Let’s play make a Facebook. You need profile information. That’s information that’s access as block. We can use documents for that. We then want to track relationships. Friends. Friends of friends. We can use a graph. We might need a lightweight cache. Opaque entries accessed by key. We can use a key value store for that. ArangoDB does all of theses. Some times you want to join documents to documents or any other form of pairing. ArangoDB does that too.
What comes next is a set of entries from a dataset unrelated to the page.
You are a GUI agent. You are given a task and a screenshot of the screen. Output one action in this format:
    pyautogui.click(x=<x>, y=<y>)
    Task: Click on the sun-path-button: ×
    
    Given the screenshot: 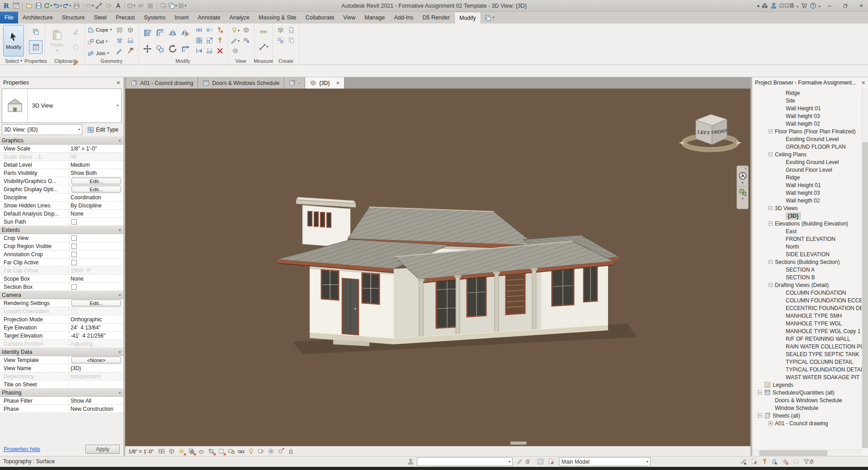 What is the action you would take?
    pyautogui.click(x=181, y=451)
You can then scale this across multiple machines as necessary. The benefit of such a design is that your team only needs to learn on technology not many. You don’t need to know redis, postgres and Neo4j to derive the same benefits.

discuss

order

zaphirplane|5 years ago

Isn’t a graph dB a super set of a document dB Node == document Properties = attributes Edge == relationship

jlokier|5 years ago

At a high level, you could say that you can model your data in either, so either can implement the other, and you can also include relational DBs in that too. They are all "equivalent" in an abstract sense. But it doesn't mean they support all uses equally well.

A graph DB is optimised for a traversing a general graph structure, whereas a document DB is optimised for a tree-structured document and sometimes queries can't traverse links between documents.

Optimised means performance, layout in storage (so locality, retrival and join patterns), the kinds of query operators that are offered, and even that the language they use is more suited to different ways of modelling data.